Practical Example: Model Selection Workflow

Let’s walk through a realistic model selection scenario using the mtcars dataset. We want to model fuel efficiency and determine which predictors meaningfully contribute.

library(lmtest)

data(mtcars)

# Start with a baseline model
m0 <- lm(mpg ~ 1, data = mtcars)  # Intercept only

# Add predictors incrementally based on theory
m1 <- lm(mpg ~ wt, data = mtcars)  # Weight
m2 <- lm(mpg ~ wt + hp, data = mtcars)  # Add horsepower
m3 <- lm(mpg ~ wt + hp + am, data = mtcars)  # Add transmission type
m4 <- lm(mpg ~ wt + hp + am + wt:am, data = mtcars)  # Add interaction

# Sequential likelihood ratio tests
cat("=== Model Comparison Results ===\n\n")
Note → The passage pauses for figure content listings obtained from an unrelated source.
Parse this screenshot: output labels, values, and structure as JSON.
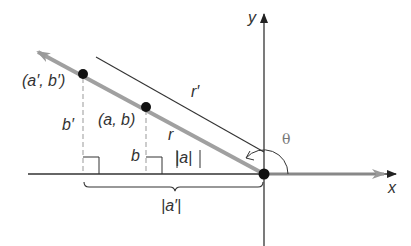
{
  "diagram": {
    "type": "coordinate-geometry",
    "axes": {
      "x_label": "x",
      "y_label": "y"
    },
    "points": [
      {
        "id": "a-prime-b-prime",
        "label": "(a′, b′)"
      },
      {
        "id": "a-b",
        "label": "(a, b)"
      }
    ],
    "labels": {
      "r_prime": "r′",
      "r": "r",
      "b_prime": "b′",
      "b": "b",
      "abs_a": "|a|",
      "abs_a_prime": "|a′|",
      "theta": "θ"
    },
    "colors": {
      "axis": "#333333",
      "ray": "#a0a0a0",
      "point": "#111111",
      "dashed": "#999999",
      "bracket": "#333333"
    }
  }
}
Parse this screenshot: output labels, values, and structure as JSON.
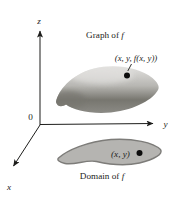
{
  "figure": {
    "labels": {
      "z_axis": "z",
      "y_axis": "y",
      "x_axis": "x",
      "origin": "0",
      "graph_title_prefix": "Graph of ",
      "domain_title_prefix": "Domain of ",
      "f_symbol": "f",
      "graph_point_label": "(x, y, f(x, y))",
      "domain_point_label": "(x, y)"
    },
    "colors": {
      "background": "#ffffff",
      "axis": "#1d1d1b",
      "text": "#1d1d1b",
      "point": "#0d0d0d",
      "surface_top": "#e3e2e0",
      "surface_mid": "#b7b6b2",
      "surface_dark": "#77766f",
      "surface_bottom": "#8b8a85",
      "domain_fill": "#b5b4b1",
      "domain_stroke": "#7d7c79"
    }
  }
}
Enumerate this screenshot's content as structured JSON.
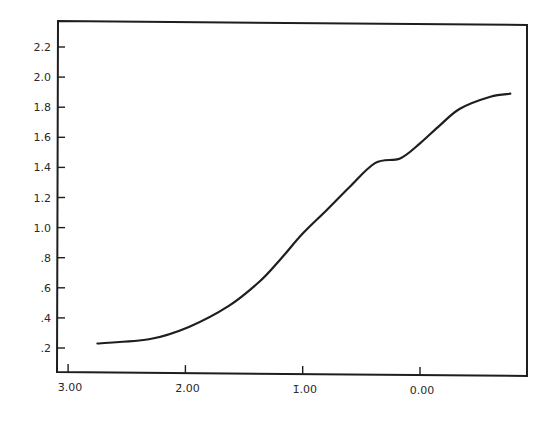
{
  "chart_data": {
    "type": "line",
    "title": "",
    "xlabel": "",
    "ylabel": "",
    "grid": false,
    "legend": null,
    "xlim": [
      -3.1,
      0.9
    ],
    "ylim": [
      0.0,
      2.35
    ],
    "x_ticks": [
      {
        "value": -3,
        "label": "3̄.00"
      },
      {
        "value": -2,
        "label": "2̄.00"
      },
      {
        "value": -1,
        "label": "1̄.00"
      },
      {
        "value": 0,
        "label": "0.00"
      }
    ],
    "y_ticks": [
      {
        "value": 0.2,
        "label": ".2"
      },
      {
        "value": 0.4,
        "label": ".4"
      },
      {
        "value": 0.6,
        "label": ".6"
      },
      {
        "value": 0.8,
        "label": ".8"
      },
      {
        "value": 1.0,
        "label": "1.0"
      },
      {
        "value": 1.2,
        "label": "1.2"
      },
      {
        "value": 1.4,
        "label": "1.4"
      },
      {
        "value": 1.6,
        "label": "1.6"
      },
      {
        "value": 1.8,
        "label": "1.8"
      },
      {
        "value": 2.0,
        "label": "2.0"
      },
      {
        "value": 2.2,
        "label": "2.2"
      }
    ],
    "series": [
      {
        "name": "curve",
        "x": [
          -2.75,
          -2.3,
          -1.97,
          -1.63,
          -1.37,
          -1.2,
          -1.0,
          -0.79,
          -0.6,
          -0.38,
          -0.17,
          0.0,
          0.17,
          0.34,
          0.6,
          0.77
        ],
        "y": [
          0.23,
          0.26,
          0.34,
          0.48,
          0.64,
          0.78,
          0.96,
          1.12,
          1.27,
          1.43,
          1.46,
          1.56,
          1.68,
          1.79,
          1.87,
          1.89
        ]
      }
    ],
    "colors": {
      "line": "#1e1e1e",
      "frame": "#1e1e1e",
      "background": "#ffffff"
    }
  }
}
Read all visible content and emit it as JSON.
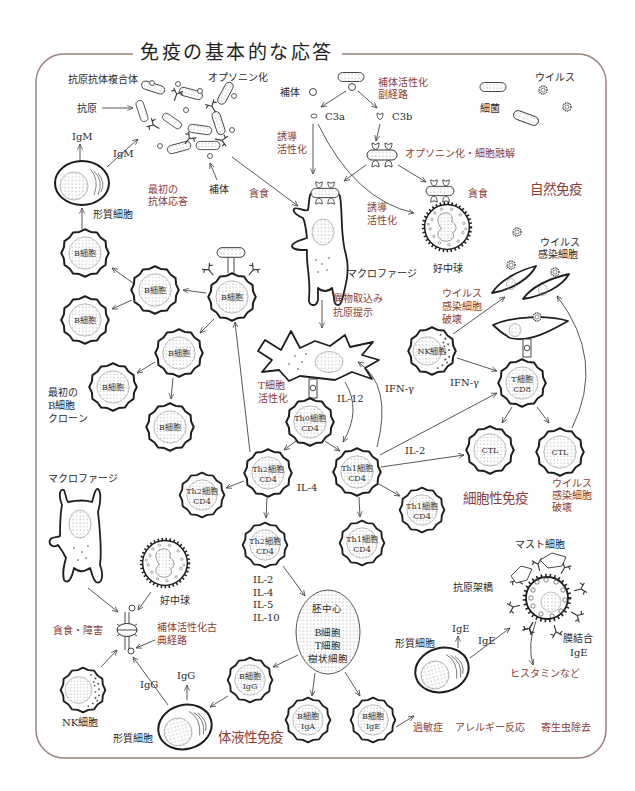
{
  "title": "免疫の基本的な応答",
  "colors": {
    "frame": "#9c827d",
    "accent": "#8b3d36",
    "ink": "#1e1e1e"
  },
  "innate": {
    "section_title": "自然免疫",
    "immune_complex": "抗原抗体複合体",
    "opsonization": "オプソニン化",
    "antigen": "抗原",
    "igm_up": "IgM",
    "igm_side": "IgM",
    "plasma_cell": "形質細胞",
    "first_antibody_response": [
      "最初の",
      "抗体応答"
    ],
    "complement_bottom": "補体",
    "phagocytosis_macrophage": "貪食",
    "complement_top": "補体",
    "alternative_pathway": [
      "補体活性化",
      "副経路"
    ],
    "c3a": "C3a",
    "c3b": "C3b",
    "induce_activate_1": [
      "誘導",
      "活性化"
    ],
    "induce_activate_2": [
      "誘導",
      "活性化"
    ],
    "opsonization_lysis": "オプソニン化・細胞融解",
    "phagocytosis_neutrophil": "貪食",
    "bacteria": "細菌",
    "virus": "ウイルス",
    "macrophage": "マクロファージ",
    "neutrophil": "好中球",
    "antigen_uptake": [
      "異物取込み",
      "抗原提示"
    ]
  },
  "b_cells": {
    "labels": [
      "B細胞",
      "B細胞",
      "B細胞",
      "B細胞",
      "B細胞",
      "B細胞",
      "B細胞"
    ],
    "first_clone": [
      "最初の",
      "B細胞",
      "クローン"
    ]
  },
  "cellular": {
    "section_title": "細胞性免疫",
    "virus_infected_cells": [
      "ウイルス",
      "感染細胞"
    ],
    "nk_destroy": [
      "ウイルス",
      "感染細胞",
      "破壊"
    ],
    "ctl_destroy": [
      "ウイルス",
      "感染細胞",
      "破壊"
    ],
    "t_activation": [
      "T細胞",
      "活性化"
    ],
    "il12": "IL-12",
    "ifng_left": "IFN-γ",
    "ifng_right": "IFN-γ",
    "il2": "IL-2",
    "il4": "IL-4",
    "nk_cell": "NK細胞",
    "cd8": [
      "T細胞",
      "CD8"
    ],
    "ctl_1": "CTL",
    "ctl_2": "CTL",
    "th0": [
      "Th0細胞",
      "CD4"
    ],
    "th2_main": [
      "Th2細胞",
      "CD4"
    ],
    "th1_main": [
      "Th1細胞",
      "CD4"
    ],
    "th2_left": [
      "Th2細胞",
      "CD4"
    ],
    "th1_right": [
      "Th1細胞",
      "CD4"
    ],
    "th2_bottom": [
      "Th2細胞",
      "CD4"
    ],
    "th1_bottom": [
      "Th1細胞",
      "CD4"
    ]
  },
  "humoral": {
    "section_title": "体液性免疫",
    "cytokines": [
      "IL-2",
      "IL-4",
      "IL-5",
      "IL-10"
    ],
    "germinal_center": "胚中心",
    "germinal_contents": [
      "B細胞",
      "T細胞",
      "樹状細胞"
    ],
    "b_igg": [
      "B細胞",
      "IgG"
    ],
    "b_iga": [
      "B細胞",
      "IgA"
    ],
    "b_ige": [
      "B細胞",
      "IgE"
    ],
    "igg_diag": "IgG",
    "igg_up": "IgG",
    "plasma_cell_left": "形質細胞",
    "plasma_cell_right": "形質細胞",
    "ige_up": "IgE",
    "ige_side": "IgE",
    "macrophage": "マクロファージ",
    "neutrophil": "好中球",
    "nk_cell": "NK細胞",
    "phago_damage": "貪食・障害",
    "classical_pathway": [
      "補体活性化古",
      "典経路"
    ]
  },
  "allergy": {
    "mast_cell": "マスト細胞",
    "antigen_crosslink": "抗原架橋",
    "membrane_ige": [
      "膜結合",
      "IgE"
    ],
    "histamine": "ヒスタミンなど",
    "outcomes": [
      "過敏症",
      "アレルギー反応",
      "寄生虫除去"
    ]
  }
}
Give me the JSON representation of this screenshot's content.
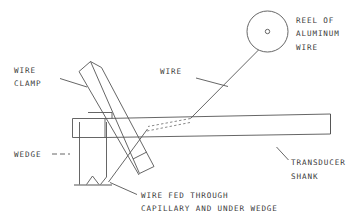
{
  "figure": {
    "kind": "technical-line-drawing",
    "stroke_color": "#555555",
    "background_color": "#ffffff",
    "width": 364,
    "height": 220
  },
  "labels": {
    "reel": {
      "line1": "REEL OF",
      "line2": "ALUMINUM",
      "line3": "WIRE"
    },
    "wire": {
      "line1": "WIRE"
    },
    "wire_clamp": {
      "line1": "WIRE",
      "line2": "CLAMP"
    },
    "wedge": {
      "line1": "WEDGE"
    },
    "transducer_shank": {
      "line1": "TRANSDUCER",
      "line2": "SHANK"
    },
    "wire_fed": {
      "line1": "WIRE FED THROUGH",
      "line2": "CAPILLARY AND UNDER WEDGE"
    }
  },
  "parts": [
    {
      "id": "reel-of-aluminum-wire",
      "shape": "circle-with-hub"
    },
    {
      "id": "aluminum-wire-strand",
      "shape": "line"
    },
    {
      "id": "wire-clamp",
      "shape": "slanted-bar"
    },
    {
      "id": "transducer-shank",
      "shape": "tapered-bar"
    },
    {
      "id": "capillary-channel",
      "shape": "dashed-double-line"
    },
    {
      "id": "wedge",
      "shape": "vertical-block-with-notch"
    },
    {
      "id": "substrate",
      "shape": "baseline"
    }
  ]
}
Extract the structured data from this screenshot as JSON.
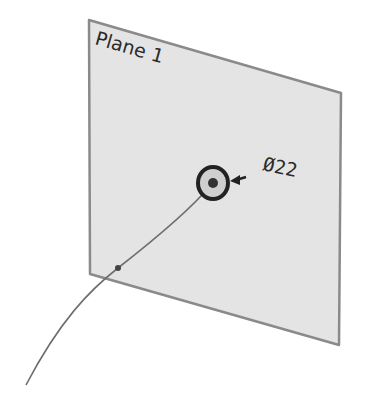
{
  "diagram": {
    "plane": {
      "label": "Plane 1",
      "fill": "#e4e4e4",
      "stroke": "#8a8a8a"
    },
    "hole": {
      "dimension_label": "Ø22",
      "stroke": "#222222"
    },
    "curve": {
      "stroke": "#6e6e6e"
    }
  }
}
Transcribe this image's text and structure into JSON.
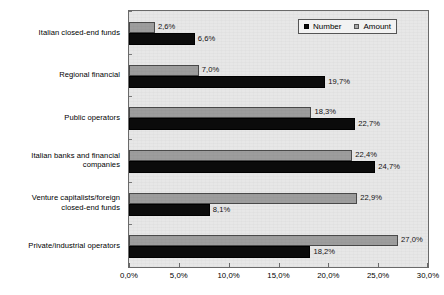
{
  "chart_data": {
    "type": "bar",
    "orientation": "horizontal",
    "title": "",
    "xlabel": "",
    "ylabel": "",
    "xlim": [
      0,
      30
    ],
    "xticks": [
      "0,0%",
      "5,0%",
      "10,0%",
      "15,0%",
      "20,0%",
      "25,0%",
      "30,0%"
    ],
    "xtick_values": [
      0,
      5,
      10,
      15,
      20,
      25,
      30
    ],
    "grid": false,
    "legend_position": "top-right",
    "categories": [
      "Italian closed-end funds",
      "Regional financial",
      "Public operators",
      "Italian banks and financial companies",
      "Venture capitalists/foreign closed-end funds",
      "Private/industrial operators"
    ],
    "series": [
      {
        "name": "Number",
        "color": "#0b0b0b",
        "values": [
          6.6,
          19.7,
          22.7,
          24.7,
          8.1,
          18.2
        ],
        "labels": [
          "6,6%",
          "19,7%",
          "22,7%",
          "24,7%",
          "8,1%",
          "18,2%"
        ]
      },
      {
        "name": "Amount",
        "color": "#9d9d9d",
        "values": [
          2.6,
          7.0,
          18.3,
          22.4,
          22.9,
          27.0
        ],
        "labels": [
          "2,6%",
          "7,0%",
          "18,3%",
          "22,4%",
          "22,9%",
          "27,0%"
        ]
      }
    ]
  },
  "legend": {
    "entries": [
      {
        "label": "Number",
        "swatch": "number-swatch-icon"
      },
      {
        "label": "Amount",
        "swatch": "amount-swatch-icon"
      }
    ]
  },
  "category_label_lines": [
    [
      "Italian closed-end funds"
    ],
    [
      "Regional financial"
    ],
    [
      "Public operators"
    ],
    [
      "Italian banks and financial",
      "companies"
    ],
    [
      "Venture capitalists/foreign",
      "closed-end funds"
    ],
    [
      "Private/industrial operators"
    ]
  ]
}
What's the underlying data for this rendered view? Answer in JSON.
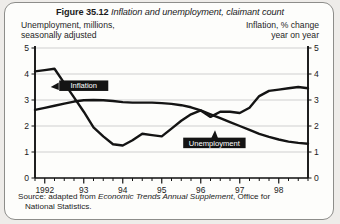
{
  "figure": {
    "number": "Figure 35.12",
    "caption": "Inflation and unemployment, claimant count"
  },
  "axis_headers": {
    "left_line1": "Unemployment, millions,",
    "left_line2": "seasonally adjusted",
    "right_line1": "Inflation, % change",
    "right_line2": "year on year"
  },
  "source": {
    "prefix": "Source: adapted from ",
    "italic": "Economic Trends Annual Supplement",
    "suffix": ", Office for",
    "line2": "National  Statistics."
  },
  "labels": {
    "inflation": "Inflation",
    "unemployment": "Unemployment"
  },
  "colors": {
    "line": "#141414",
    "grid": "#c9c9c9",
    "axis": "#141414",
    "label_box": "#141414",
    "label_text": "#ffffff",
    "card": "#fdfdfb",
    "page": "#eeece9"
  },
  "chart_data": {
    "type": "line",
    "title": "Inflation and unemployment, claimant count",
    "xlabel": "",
    "ylabel_left": "Unemployment, millions, seasonally adjusted",
    "ylabel_right": "Inflation, % change year on year",
    "grid": true,
    "legend": "inline-callout",
    "xlim": [
      1991.75,
      1998.75
    ],
    "ylim_left": [
      0,
      5
    ],
    "ylim_right": [
      0,
      5
    ],
    "yticks_left": [
      "0",
      "1",
      "2",
      "3",
      "4",
      "5"
    ],
    "yticks_right": [
      "0",
      "1",
      "2",
      "3",
      "4",
      "5"
    ],
    "xticks_major": [
      "1992",
      "93",
      "94",
      "95",
      "96",
      "97",
      "98"
    ],
    "x_major_values": [
      1992,
      1993,
      1994,
      1995,
      1996,
      1997,
      1998
    ],
    "minor_ticks_per_year": 4,
    "x": [
      1991.75,
      1992.0,
      1992.25,
      1992.5,
      1992.75,
      1993.0,
      1993.25,
      1993.5,
      1993.75,
      1994.0,
      1994.25,
      1994.5,
      1994.75,
      1995.0,
      1995.25,
      1995.5,
      1995.75,
      1996.0,
      1996.25,
      1996.5,
      1996.75,
      1997.0,
      1997.25,
      1997.5,
      1997.75,
      1998.0,
      1998.25,
      1998.5,
      1998.75
    ],
    "series": [
      {
        "name": "Inflation",
        "axis": "right",
        "unit": "% change year on year",
        "values": [
          4.1,
          4.15,
          4.2,
          3.65,
          3.1,
          2.55,
          1.95,
          1.6,
          1.3,
          1.25,
          1.45,
          1.7,
          1.65,
          1.6,
          1.9,
          2.2,
          2.45,
          2.6,
          2.35,
          2.55,
          2.55,
          2.5,
          2.7,
          3.15,
          3.35,
          3.4,
          3.45,
          3.5,
          3.45
        ]
      },
      {
        "name": "Unemployment",
        "axis": "left",
        "unit": "millions",
        "values": [
          2.62,
          2.7,
          2.78,
          2.86,
          2.94,
          2.99,
          3.0,
          2.99,
          2.96,
          2.92,
          2.9,
          2.9,
          2.9,
          2.88,
          2.85,
          2.8,
          2.72,
          2.6,
          2.45,
          2.3,
          2.15,
          2.0,
          1.85,
          1.7,
          1.58,
          1.48,
          1.4,
          1.35,
          1.32
        ]
      }
    ],
    "annotations": [
      {
        "text": "Inflation",
        "x": 1993.0,
        "y": 3.55,
        "style": "black-box-white-text",
        "arrow": "left"
      },
      {
        "text": "Unemployment",
        "x": 1996.35,
        "y": 1.35,
        "style": "black-box-white-text",
        "arrow": "up"
      }
    ]
  }
}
cat("M0 vs M1 (adding weight):\n")
print(lrtest(m0, m1))

cat("\nM1 vs M2 (adding horsepower):\n")
print(lrtest(m1, m2))

cat("\nM2 vs M3 (adding transmission):\n")
print(lrtest(m2, m3))

cat("\nM3 vs M4 (adding weight × transmission interaction):\n")
print(lrtest(m3, m4))

# Summary interpretation
cat("\n=== Interpretation ===\n")
cat("Based on LRT results at alpha = 0.05:\n")
cat("- Weight significantly improves fit over intercept-only\n")
cat("- Horsepower provides additional explanatory power\n")
cat("- Check p-values for transmission and interaction terms\n")

# Final model summary
cat("\n=== Selected Model ===\n")
summary(m3)  # Adjust based on your results

This workflow demonstrates how to build models incrementally, testing each addition. In practice, you’d combine LRT results with domain knowledge, effect size considerations, and diagnostic checks before settling on a final model.

The likelihood ratio test is one tool among many for model comparison. Use it when you have nested models and want a formal hypothesis test. For non-nested comparisons, turn to information criteria like AIC or BIC. For prediction-focused applications, cross-validation often provides more relevant guidance than any hypothesis test.